Exoplanets such as this one - situated in their stars' habitable zone and massive enough to lasso in many rocky moons - could be an interesting place to go looking for signs of alien life.
The newly confirmed behemoth has been dubbed Kepler-1647 b, and it sits 3,700 light-years away in the constellation Cygnus. At an estimated 4.4 billion years old, it's roughly the same age as Earth. But it's nothing like our home planet. It's what is known as a circumbinary world, one that orbits two suns that dance together as a binary pair. Its diameter is more than 11 times that of Earth's. Its suns are pretty similar to our own (one is slightly smaller and the other slightly larger).
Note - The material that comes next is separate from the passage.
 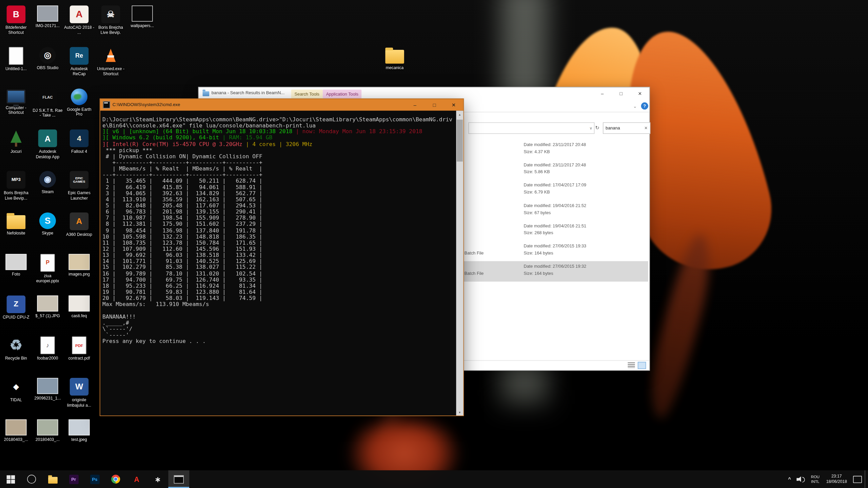 I want to click on desktop-icon-label: Steam, so click(x=47, y=192).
At about 2.7 astronomical units (AUs) from its suns (Earth is 1 AU from ours) Kepler-1647 b is in the habitable zone of its stars. That means it's in the magic sweet spot that experiences the right amount of sunlight and heat to allow liquid water to form. But the planet itself wouldn't actually be home to life as we know it: It's almost entirely made of gas. If it's anything like the gas giants in our solar system, however, it probably has dozens of moons. And just like Saturn and Jupiter, those little rocky worlds could be great places to look for life like ours.
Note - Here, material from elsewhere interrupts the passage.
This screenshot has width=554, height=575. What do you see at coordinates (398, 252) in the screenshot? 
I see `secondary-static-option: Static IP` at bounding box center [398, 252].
'Habitability aside, Kepler-1647 b is important because it is the tip of the iceberg of a theoretically predicted population of large, long-period circumbinary planets,” said study co-author William Welsh of San Diego State University.
Despite its size, the planet was difficult to pin down. Scientists find exoplanets by measuring the way the light of their host stars dim when the planets 'transit” or pass in front of stars, from our perspective. Kepler-1647 b has the longest orbit of any such planet ever detected.
Courtesy of Lynette Cook An artist's impression of the simultaneous stellar eclipse and planetary transit events on Kepler-1647 b. Such a double eclipse event is known as a syzygy.